In July 2016, Canadian musician and cartoonist Geneviève Castrée died from pancreatic cancer, survived by her daughter and her reclusive singer-songwriter husband Phil Elverum. In the months that followed, Elverum set about documenting his grief in a series of sparse, lo-fi recordings under the Mount Eerie name. The resulting album was A Crow Looked at Me, a stark, emotionally crushing vision of death that sought to drain this oft-romanticised subject of all poetry and whimsy.

Less than a year later, Elverum continues in this challenging vein with an album that moves beyond the initial shock of Castrée’s passing to capture the complex feelings that emerge as Elverum returns to the wider world and figures out where to go from here. Consequently, while Now Only may not be the devastating gut-punch that its predecessor was, it’s also a more layered, musically rich and accessible work that offers a little more optimism amidst the sorrow and confusion.

Now_Only

“To be still alive felt so absurd,” Elverum laments on the title track, summing up the ambivalent mood of a song that sees him performing next to Skrillex’s tour bus and jumping on the bed with Weyes Blood and Father John Misty in between surprisingly catchy choruses about the randomness of death. Elsewhere, like on the 10-minute ‘Distortion’, Elverum delves into his past, from his first time seeing a dead body at his great-grandfather’s funeral to a brief pregnancy scare with a former lover back in 2001 that caused him to momentarily reassess his place in the world.

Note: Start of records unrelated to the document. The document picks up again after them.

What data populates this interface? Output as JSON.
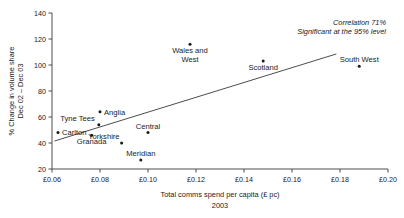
{
  "chart_data": {
    "type": "scatter",
    "title": "",
    "xlabel": "Total comms spend per capita (£ pc)",
    "xlabel_line2": "2003",
    "ylabel_line1": "% Change in volume share",
    "ylabel_line2": "Dec 02 – Dec 03",
    "xlim": [
      0.06,
      0.2
    ],
    "ylim": [
      20,
      140
    ],
    "xticks": [
      0.06,
      0.08,
      0.1,
      0.12,
      0.14,
      0.16,
      0.18,
      0.2
    ],
    "xticklabels": [
      "£0.06",
      "£0.08",
      "£0.10",
      "£0.12",
      "£0.14",
      "£0.16",
      "£0.18",
      "£0.20"
    ],
    "yticks": [
      20,
      40,
      60,
      80,
      100,
      120,
      140
    ],
    "yticklabels": [
      "20",
      "40",
      "60",
      "80",
      "100",
      "120",
      "140"
    ],
    "grid": false,
    "legend": "none",
    "points": [
      {
        "label": "Carlton",
        "x": 0.0625,
        "y": 48,
        "label_pos": "right",
        "lines": [
          "Carlton"
        ]
      },
      {
        "label": "Tyne Tees",
        "x": 0.0795,
        "y": 54,
        "label_pos": "left",
        "lines": [
          "Tyne Tees"
        ]
      },
      {
        "label": "Granada",
        "x": 0.0765,
        "y": 46,
        "label_pos": "below",
        "lines": [
          "Granada"
        ]
      },
      {
        "label": "Anglia",
        "x": 0.08,
        "y": 64,
        "label_pos": "right",
        "lines": [
          "Anglia"
        ]
      },
      {
        "label": "Yorkshire",
        "x": 0.089,
        "y": 40,
        "label_pos": "above-left",
        "lines": [
          "Yorkshire"
        ]
      },
      {
        "label": "Central",
        "x": 0.1,
        "y": 48,
        "label_pos": "above",
        "lines": [
          "Central"
        ]
      },
      {
        "label": "Meridian",
        "x": 0.097,
        "y": 27,
        "label_pos": "above",
        "lines": [
          "Meridian"
        ]
      },
      {
        "label": "Wales and West",
        "x": 0.1175,
        "y": 116,
        "label_pos": "below",
        "lines": [
          "Wales and",
          "West"
        ]
      },
      {
        "label": "Scotland",
        "x": 0.148,
        "y": 103,
        "label_pos": "below",
        "lines": [
          "Scotland"
        ]
      },
      {
        "label": "South West",
        "x": 0.188,
        "y": 99,
        "label_pos": "above",
        "lines": [
          "South West"
        ]
      }
    ],
    "trendline": {
      "x1": 0.061,
      "y1": 41.5,
      "x2": 0.1785,
      "y2": 108.5
    },
    "annotations": [
      {
        "text": "Correlation 71%",
        "style": "italic"
      },
      {
        "text": "Significant at the 95% level",
        "style": "italic"
      }
    ]
  }
}
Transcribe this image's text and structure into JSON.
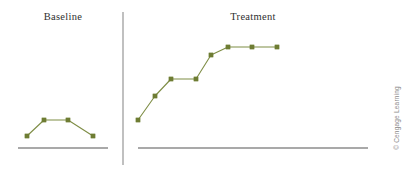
{
  "figure": {
    "width": 404,
    "height": 172,
    "background_color": "#ffffff",
    "credit_line": "© Cengage Learning",
    "credit_color": "#8a8a8a",
    "divider_color": "#8c8c8c",
    "axis_color": "#8c8c8c",
    "label_color": "#2f2f2f"
  },
  "panels": {
    "baseline": {
      "label": "Baseline"
    },
    "treatment": {
      "label": "Treatment"
    }
  },
  "chart_data": {
    "type": "line",
    "title": "",
    "subtitle": "",
    "xlabel": "",
    "ylabel": "",
    "grid": false,
    "legend": "none",
    "marker": "square",
    "marker_color": "#6e7d33",
    "line_color": "#7e8d45",
    "annotations": [
      "Baseline",
      "Treatment",
      "© Cengage Learning"
    ],
    "phase_divider_x": 123,
    "xlim": [
      0,
      20
    ],
    "ylim": [
      0,
      10
    ],
    "series": [
      {
        "name": "Baseline",
        "phase": "baseline",
        "x": [
          1,
          2,
          3,
          4
        ],
        "values": [
          1.2,
          2.8,
          2.8,
          1.2
        ],
        "pixels": [
          {
            "x": 27,
            "y": 136
          },
          {
            "x": 44,
            "y": 120
          },
          {
            "x": 68,
            "y": 120
          },
          {
            "x": 93,
            "y": 136
          }
        ],
        "axis": {
          "x1": 18,
          "x2": 108,
          "y": 148
        }
      },
      {
        "name": "Treatment",
        "phase": "treatment",
        "x": [
          5,
          6,
          7,
          8,
          9,
          10,
          11,
          12
        ],
        "values": [
          2.8,
          4.5,
          6.0,
          6.0,
          7.6,
          8.4,
          8.4,
          8.4
        ],
        "pixels": [
          {
            "x": 138,
            "y": 120
          },
          {
            "x": 155,
            "y": 96
          },
          {
            "x": 171,
            "y": 79
          },
          {
            "x": 196,
            "y": 79
          },
          {
            "x": 211,
            "y": 55
          },
          {
            "x": 228,
            "y": 47
          },
          {
            "x": 252,
            "y": 47
          },
          {
            "x": 277,
            "y": 47
          }
        ],
        "axis": {
          "x1": 138,
          "x2": 368,
          "y": 148
        }
      }
    ]
  }
}
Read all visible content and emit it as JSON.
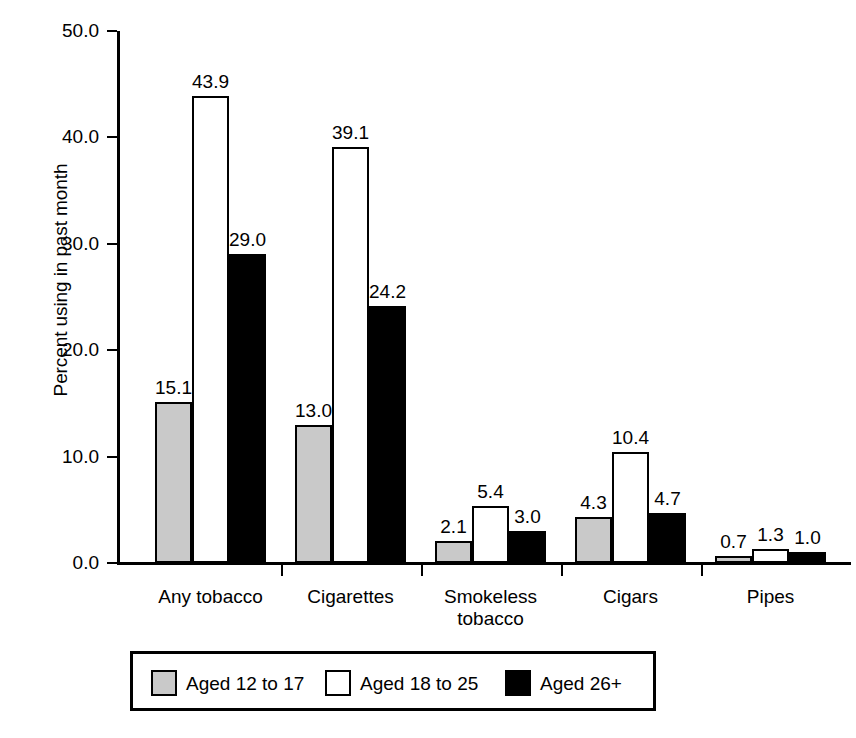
{
  "chart_data": {
    "type": "bar",
    "title": "",
    "xlabel": "",
    "ylabel": "Percent using in past month",
    "ylim": [
      0,
      50
    ],
    "ytick_labels": [
      "0.0",
      "10.0",
      "20.0",
      "30.0",
      "40.0",
      "50.0"
    ],
    "ytick_values": [
      0,
      10,
      20,
      30,
      40,
      50
    ],
    "grid": false,
    "legend_position": "bottom",
    "categories": [
      "Any tobacco",
      "Cigarettes",
      "Smokeless\ntobacco",
      "Cigars",
      "Pipes"
    ],
    "series": [
      {
        "name": "Aged 12 to 17",
        "color": "#c9c9c9",
        "values": [
          15.1,
          13.0,
          2.1,
          4.3,
          0.7
        ],
        "labels": [
          "15.1",
          "13.0",
          "2.1",
          "4.3",
          "0.7"
        ]
      },
      {
        "name": "Aged 18 to 25",
        "color": "#ffffff",
        "values": [
          43.9,
          39.1,
          5.4,
          10.4,
          1.3
        ],
        "labels": [
          "43.9",
          "39.1",
          "5.4",
          "10.4",
          "1.3"
        ]
      },
      {
        "name": "Aged 26+",
        "color": "#000000",
        "values": [
          29.0,
          24.2,
          3.0,
          4.7,
          1.0
        ],
        "labels": [
          "29.0",
          "24.2",
          "3.0",
          "4.7",
          "1.0"
        ]
      }
    ]
  },
  "legend": {
    "entries": [
      {
        "label": "Aged 12 to 17",
        "swatch": "gray"
      },
      {
        "label": "Aged 18 to 25",
        "swatch": "white"
      },
      {
        "label": "Aged 26+",
        "swatch": "black"
      }
    ]
  }
}
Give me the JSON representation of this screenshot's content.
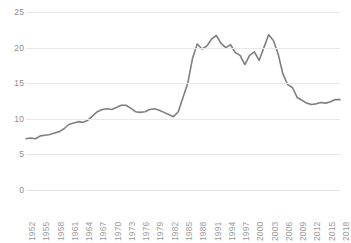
{
  "chart_data": {
    "type": "line",
    "title": "",
    "subtitle": "",
    "xlabel": "",
    "ylabel": "",
    "xlim": [
      1952,
      2018
    ],
    "ylim": [
      0,
      25
    ],
    "y_ticks": [
      0,
      5,
      10,
      15,
      20,
      25
    ],
    "x_tick_labels": [
      "1952",
      "1955",
      "1958",
      "1961",
      "1964",
      "1967",
      "1970",
      "1973",
      "1976",
      "1979",
      "1982",
      "1985",
      "1988",
      "1991",
      "1994",
      "1997",
      "2000",
      "2003",
      "2006",
      "2009",
      "2012",
      "2015",
      "2018"
    ],
    "x_tick_step": 3,
    "grid": "horizontal",
    "legend": "none",
    "series": [
      {
        "name": "series-1",
        "color": "#7f7f7f",
        "x": [
          1952,
          1953,
          1954,
          1955,
          1956,
          1957,
          1958,
          1959,
          1960,
          1961,
          1962,
          1963,
          1964,
          1965,
          1966,
          1967,
          1968,
          1969,
          1970,
          1971,
          1972,
          1973,
          1974,
          1975,
          1976,
          1977,
          1978,
          1979,
          1980,
          1981,
          1982,
          1983,
          1984,
          1985,
          1986,
          1987,
          1988,
          1989,
          1990,
          1991,
          1992,
          1993,
          1994,
          1995,
          1996,
          1997,
          1998,
          1999,
          2000,
          2001,
          2002,
          2003,
          2004,
          2005,
          2006,
          2007,
          2008,
          2009,
          2010,
          2011,
          2012,
          2013,
          2014,
          2015,
          2016,
          2017,
          2018
        ],
        "values": [
          7.2,
          7.3,
          7.2,
          7.6,
          7.7,
          7.8,
          8.0,
          8.2,
          8.6,
          9.2,
          9.4,
          9.6,
          9.5,
          9.8,
          10.4,
          11.0,
          11.3,
          11.4,
          11.3,
          11.6,
          11.9,
          11.9,
          11.5,
          11.0,
          10.9,
          11.0,
          11.3,
          11.4,
          11.2,
          10.9,
          10.6,
          10.3,
          11.0,
          13.0,
          15.0,
          18.5,
          20.5,
          19.8,
          20.2,
          21.2,
          21.7,
          20.6,
          20.0,
          20.4,
          19.3,
          18.9,
          17.6,
          18.9,
          19.4,
          18.2,
          20.0,
          21.8,
          21.0,
          19.1,
          16.3,
          14.8,
          14.4,
          13.0,
          12.6,
          12.2,
          12.0,
          12.1,
          12.3,
          12.2,
          12.4,
          12.7,
          12.7
        ]
      }
    ]
  }
}
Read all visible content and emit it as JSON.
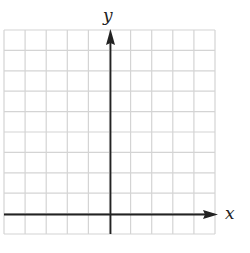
{
  "diagram": {
    "type": "coordinate-grid",
    "axes": {
      "x_label": "x",
      "y_label": "y",
      "x_arrow": "positive-direction",
      "y_arrow": "positive-direction"
    },
    "grid": {
      "columns": 10,
      "rows": 10,
      "columns_left_of_y_axis": 5,
      "columns_right_of_y_axis": 5,
      "rows_above_x_axis": 9,
      "rows_below_x_axis": 1
    },
    "colors": {
      "grid_line": "#d4d4d4",
      "axis_line": "#222222",
      "background": "#ffffff"
    }
  }
}
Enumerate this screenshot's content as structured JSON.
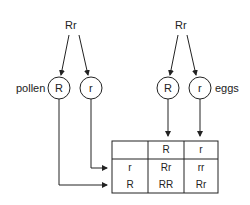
{
  "diagram": {
    "type": "punnett-square",
    "pollen_parent": {
      "genotype": "Rr",
      "label": "pollen",
      "gametes": [
        "R",
        "r"
      ]
    },
    "egg_parent": {
      "genotype": "Rr",
      "label": "eggs",
      "gametes": [
        "R",
        "r"
      ]
    },
    "table": {
      "column_headers": [
        "",
        "R",
        "r"
      ],
      "rows": [
        {
          "header": "r",
          "cells": [
            "Rr",
            "rr"
          ]
        },
        {
          "header": "R",
          "cells": [
            "RR",
            "Rr"
          ]
        }
      ]
    },
    "colors": {
      "line": "#222222",
      "background": "#ffffff"
    }
  }
}
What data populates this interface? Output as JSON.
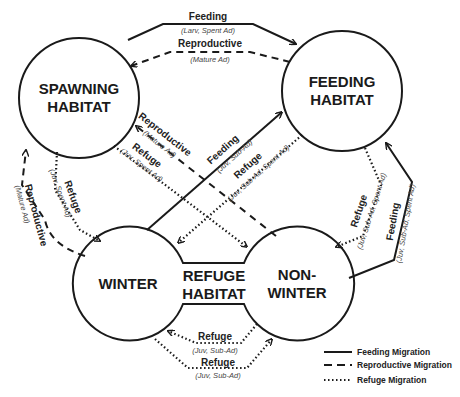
{
  "nodes": {
    "spawning": {
      "line1": "SPAWNING",
      "line2": "HABITAT"
    },
    "feeding": {
      "line1": "FEEDING",
      "line2": "HABITAT"
    },
    "winter": {
      "label": "WINTER"
    },
    "refuge": {
      "line1": "REFUGE",
      "line2": "HABITAT"
    },
    "nonwinter": {
      "line1": "NON-",
      "line2": "WINTER"
    }
  },
  "edges": {
    "spawn_to_feed": {
      "label": "Feeding",
      "sub": "(Larv, Spent Ad)",
      "type": "feeding"
    },
    "feed_to_spawn": {
      "label": "Reproductive",
      "sub": "(Mature Ad)",
      "type": "reproductive"
    },
    "nonwinter_to_spawn": {
      "label": "Reproductive",
      "sub": "(Mature Ad)",
      "type": "reproductive"
    },
    "spawn_to_nonwinter": {
      "label": "Refuge",
      "sub": "(Juv, Spent Ad)",
      "type": "refuge"
    },
    "winter_to_feed": {
      "label": "Feeding",
      "sub": "(Juv, Sub-Ad)",
      "type": "feeding"
    },
    "feed_to_winter": {
      "label": "Refuge",
      "sub": "(Juv, Sub-Ad, Spent Ad)",
      "type": "refuge"
    },
    "winter_to_spawn": {
      "label": "Reproductive",
      "sub": "(Mature Ad)",
      "type": "reproductive"
    },
    "spawn_to_winter": {
      "label": "Refuge",
      "sub": "(Juv, Spent Ad)",
      "type": "refuge"
    },
    "feed_to_nonwinter": {
      "label": "Refuge",
      "sub": "(Juv, Sub-Ad, Spent Ad)",
      "type": "refuge"
    },
    "nonwinter_to_feed": {
      "label": "Feeding",
      "sub": "(Juv, Sub-Ad, Spent Ad)",
      "type": "feeding"
    },
    "nonwinter_to_winter": {
      "label": "Refuge",
      "sub": "(Juv, Sub-Ad)",
      "type": "refuge"
    },
    "winter_to_nonwinter": {
      "label": "Refuge",
      "sub": "(Juv, Sub-Ad)",
      "type": "refuge"
    }
  },
  "legend": {
    "feeding": "Feeding Migration",
    "reproductive": "Reproductive Migration",
    "refuge": "Refuge Migration"
  },
  "colors": {
    "stroke": "#1a1a1a",
    "background": "#ffffff"
  }
}
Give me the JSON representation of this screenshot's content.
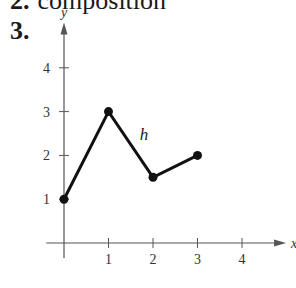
{
  "header": {
    "previous_item_number": "2.",
    "previous_item_text": "composition",
    "current_item_number": "3."
  },
  "chart_data": {
    "type": "line",
    "title": "",
    "xlabel": "x",
    "ylabel": "y",
    "series": [
      {
        "name": "h",
        "points": [
          [
            0,
            1
          ],
          [
            1,
            3
          ],
          [
            2,
            1.5
          ],
          [
            3,
            2
          ]
        ],
        "markers": "filled-circle"
      }
    ],
    "x_ticks": [
      1,
      2,
      3,
      4
    ],
    "y_ticks": [
      1,
      2,
      3,
      4
    ],
    "xlim": [
      -0.4,
      4.9
    ],
    "ylim": [
      -0.35,
      4.9
    ],
    "grid": false,
    "annotations": [
      {
        "text": "h",
        "x": 1.7,
        "y": 2.5
      }
    ]
  },
  "colors": {
    "axis": "#555555",
    "curve": "#111111",
    "text": "#1a1a1a"
  }
}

But whether Elverum is singing about old relationships, a Jack Kerouac documentary he once saw on a plane or having breakfast with his young daughter, it all unfailingly comes back to his late wife. There is a central conflict in Now Only between the feeling of finding Castrée everywhere (his dreams, her music, his music, their own backyard…) and the belief that she is actually nowhere. It’s a deeply personal conundrum, yet its relevance is of cosmic proportions. Naturally, Now Only doesn’t offer any easy answers but to share in Elverum’s day-to-day life as he wrestles with the big questions is an experience that’s as warmly reassuring as it is heartbreaking.